Jasper County Democrat, Volume 23, Number 20, Rensselaer, Jasper County, 5 June 1920 — How Would You Like to Harvest Two Crops of Corn a Year as They Do in the Philippines? [ARTICLE+ILLUSTRATION]

How Would You Like to Harvest Two Crops of Corn a Year as They Do in the Philippines?

No, reader, this corn was not grown by one of our local farmers! It wasn’t grown in the United States, even. It was grown in the faroff Philippine Islands by Filipino schoolboys. Two fine crops of corn a year are produced in the Islands. The Philippines are doing some wonderful things in the agricultural line.
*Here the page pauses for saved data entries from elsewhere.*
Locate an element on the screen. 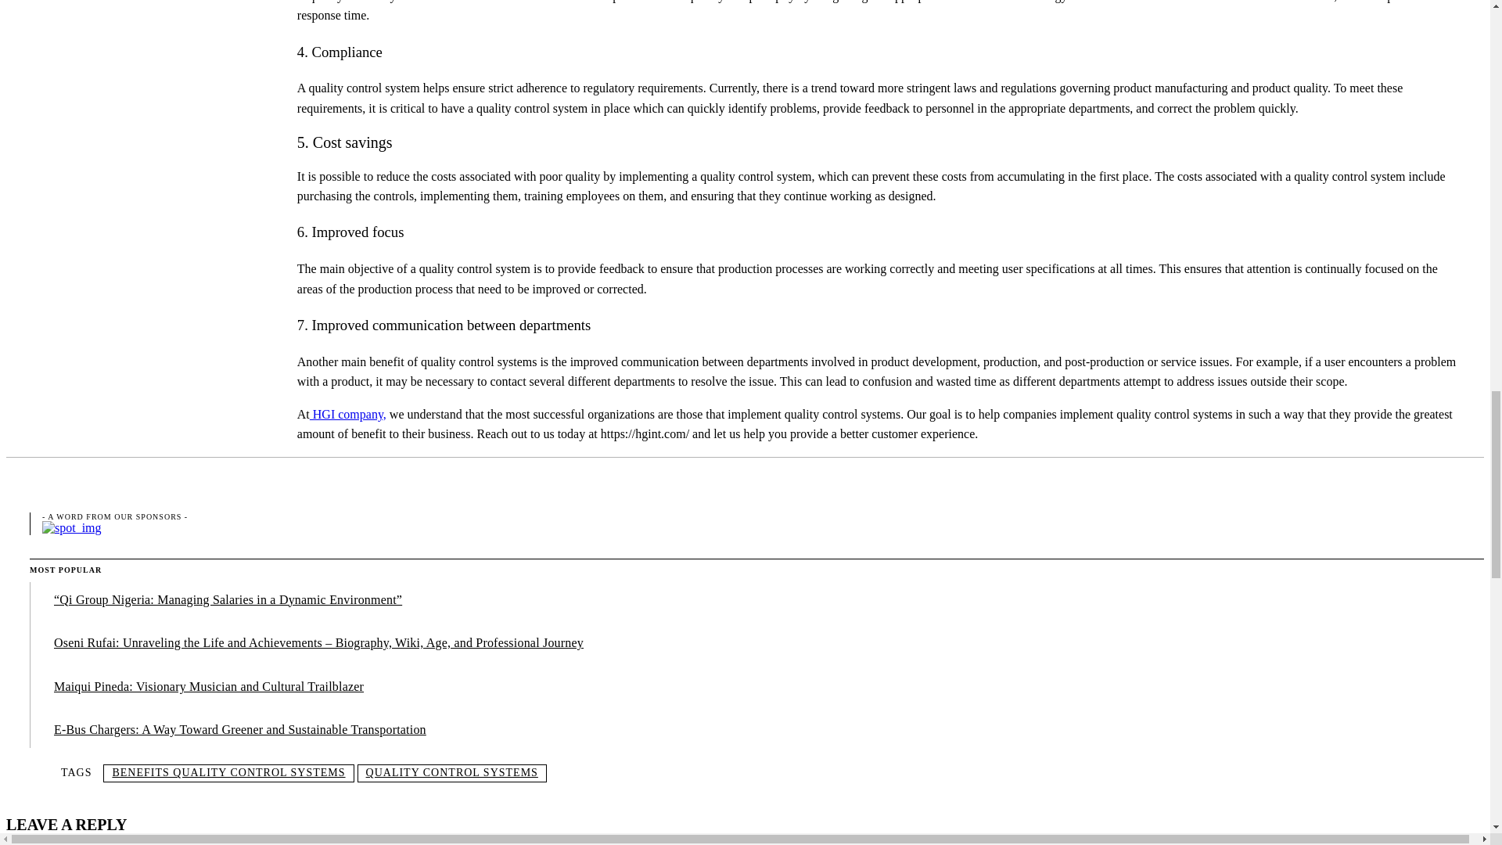 The height and width of the screenshot is (845, 1502). Maiqui Pineda: Visionary Musician and Cultural Trailblazer is located at coordinates (208, 686).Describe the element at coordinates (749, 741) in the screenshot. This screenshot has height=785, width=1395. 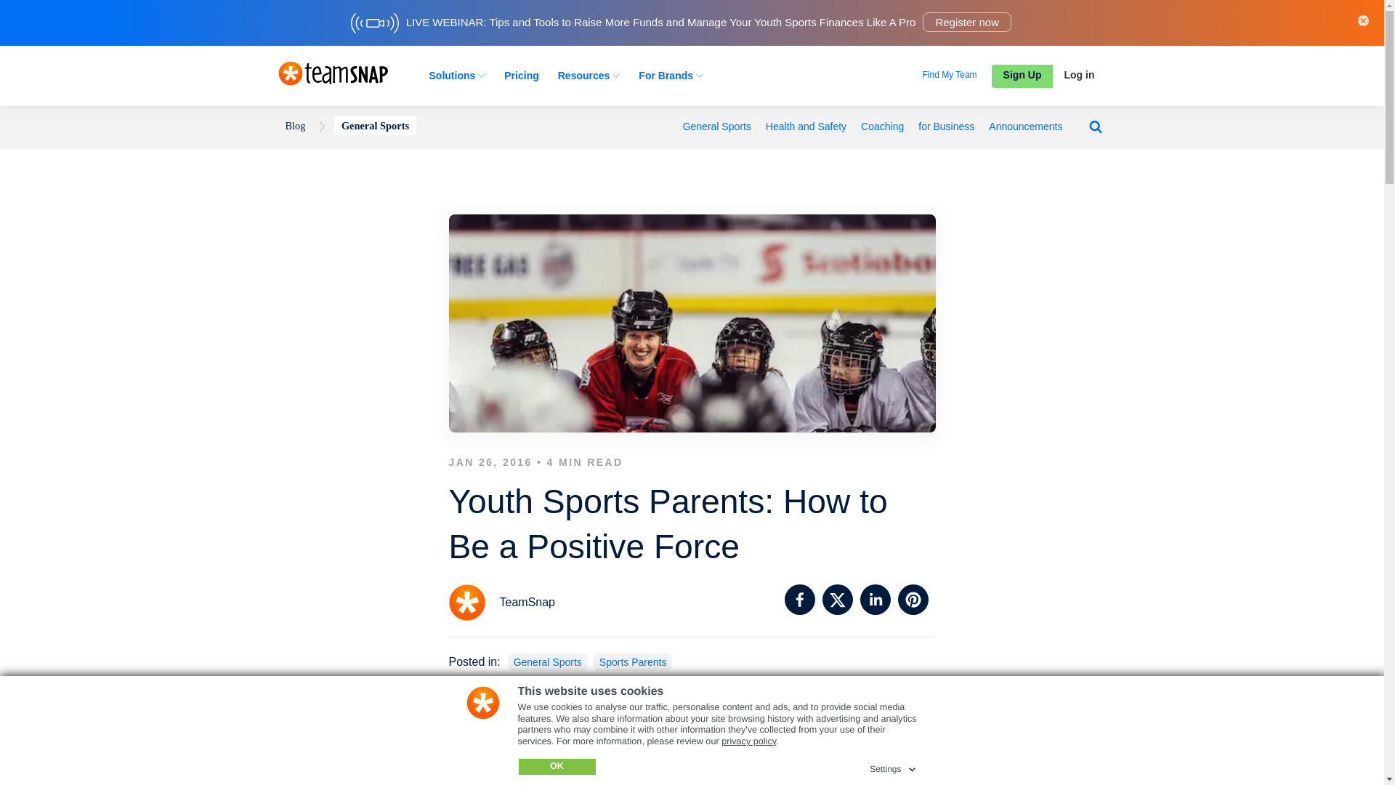
I see `privacy policy` at that location.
The Philippine government has fine agricultural schools throughout the islands, and the Philippine legislature, composed entirely of Filipinos, is each year making larger and larger appropriations for this important work. The staple food of the islands is rice, but corn is coming right along in popular favor. Its use was given great impetus in the last year because of a rice

shortage. Other important Philippine crops are hemp, sugar cane, cocoanuts, coffee, tapioca and pineapples. Lumber is also an important industry. There are hundreds of thousands of acres of land lying idle in the Philippines, which have a greater area of fertile land than Japan —this in spite of the fact that the population of the Philippines is 11,000,000 while that of Japan is around 55,000,000. There laevery reason to believe that some day the Philippines will have a population as large as that of Japan today. The Filipinos are the only Christian people in the orient, and their young men are • working night and day to prepare themselves for the responsibility of citizenship in the Philippine Republic,, which they believe to be near at hand.